The late, legendary author Gabriel García Márquez fathered a child whose paternity has been kept secret for more than three decades, the Associated Press reports.

García Márquez, the Nobel Prize–winning Colombian author of novels like One Hundred Years of Solitude and Love in the Time of Cholera, had a daughter in the early 1990s. The mother of the child is reportedly Susana Cato, a Mexican journalist with whom he was engaged in an affair.

The news that García Márquez had a secret daughter was broken by the Colombian newspaper El Universal and confirmed to the AP by relatives of the author, who said they had maintained public silence about her as a gesture of respect to García Márquez’s wife, Mercedes Barcha, who died in 2020.

The daughter, Indira Cato, is an award-winning documentary producer who lives in Mexico. She’s the half-sister of García Márquez’s two sons, Gonzalo García and Rodrigo García; the latter wrote a memoir about his parents, A Farewell to Gabo and Mercedes, published last July.

García Márquez’s niece Shani García Márquez told the AP she’d known about her cousin for a long time.

“She leads a very artistic lifestyle, like many people in this family,” Shani García Márquez said. “It makes us very happy that she has shined on her own.”

Michael Schaub is a Texas-based journalist and regular contributor to NPR.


**TASK**:
Go through the listing below and return each line that includes "pixels".
DATA RECORDS Block Start
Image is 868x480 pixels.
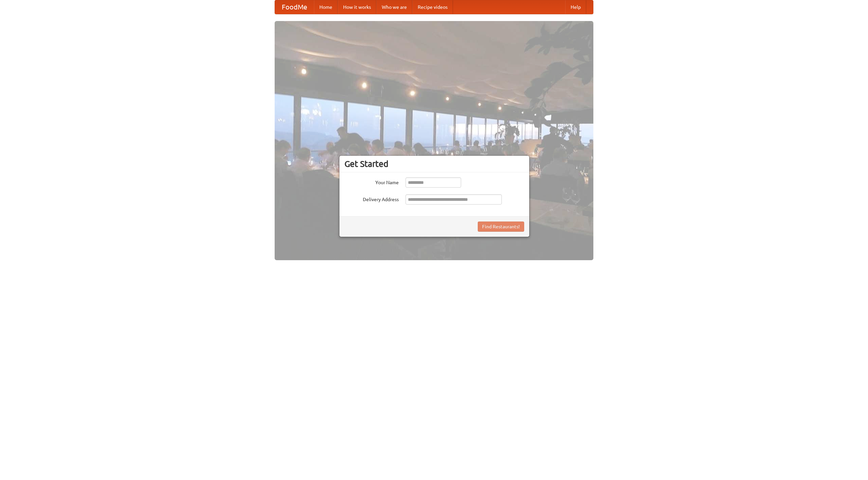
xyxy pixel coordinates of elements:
DATA RECORDS Block End
DATA RECORDS Block Start
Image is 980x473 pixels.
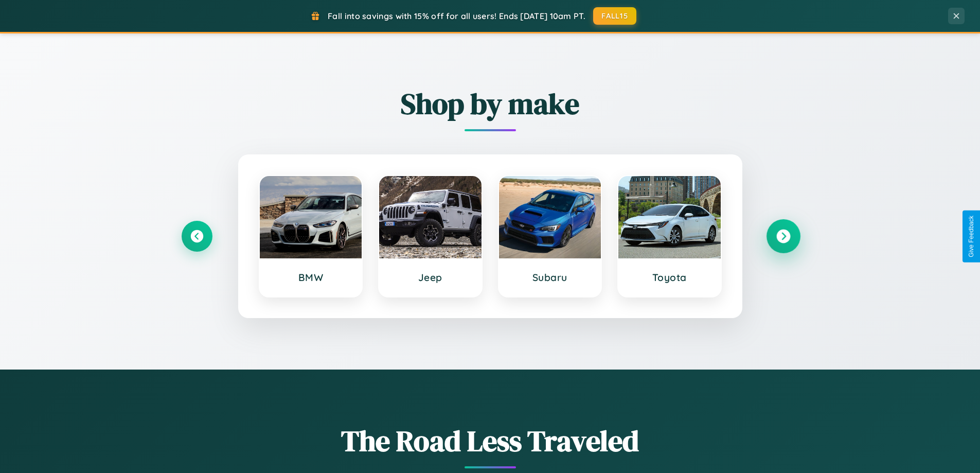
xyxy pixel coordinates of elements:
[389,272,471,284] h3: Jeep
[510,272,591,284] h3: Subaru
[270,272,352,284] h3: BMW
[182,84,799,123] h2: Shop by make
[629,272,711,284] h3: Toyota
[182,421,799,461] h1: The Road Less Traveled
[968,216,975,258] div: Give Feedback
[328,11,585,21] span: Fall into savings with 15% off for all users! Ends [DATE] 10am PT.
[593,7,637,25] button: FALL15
DATA RECORDS Block End
DATA RECORDS Block Start
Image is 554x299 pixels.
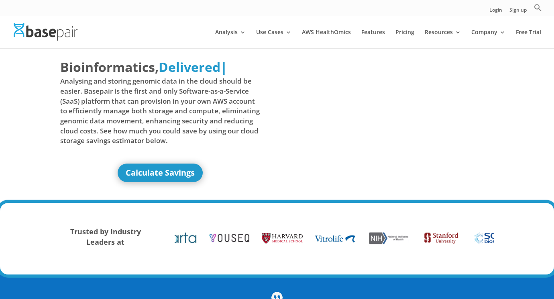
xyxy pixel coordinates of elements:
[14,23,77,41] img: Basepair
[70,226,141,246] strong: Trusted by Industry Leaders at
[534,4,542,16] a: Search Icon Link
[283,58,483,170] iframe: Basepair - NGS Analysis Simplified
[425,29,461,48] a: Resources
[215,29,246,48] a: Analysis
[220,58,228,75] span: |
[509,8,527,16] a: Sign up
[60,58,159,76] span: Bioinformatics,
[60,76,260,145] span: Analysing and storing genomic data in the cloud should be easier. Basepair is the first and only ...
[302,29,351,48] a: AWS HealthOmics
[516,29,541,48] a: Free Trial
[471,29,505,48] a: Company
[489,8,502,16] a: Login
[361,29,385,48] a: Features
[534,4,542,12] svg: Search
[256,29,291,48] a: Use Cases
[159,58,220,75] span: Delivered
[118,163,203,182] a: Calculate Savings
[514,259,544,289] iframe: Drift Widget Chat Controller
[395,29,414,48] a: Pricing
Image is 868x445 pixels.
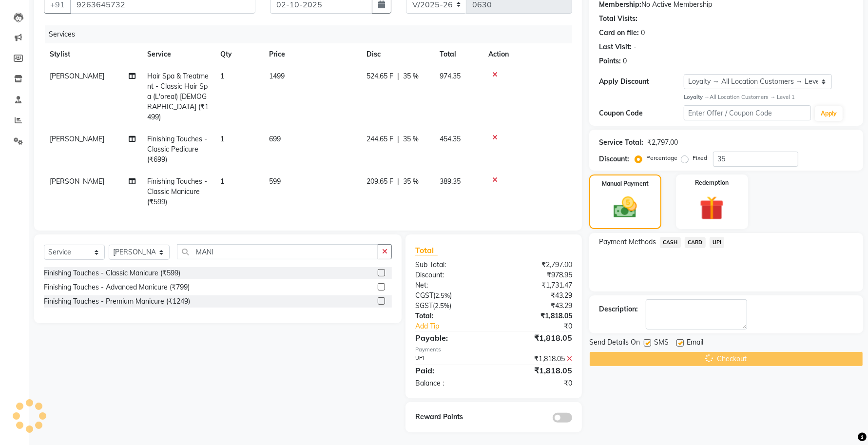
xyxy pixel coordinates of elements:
DATA RECORDS Block End
**COMPLETED TASK**:
Image is 868x480 pixels.
Image is 980x473 pixels.
Image is 554x299 pixels.
Image is 868x445 pixels.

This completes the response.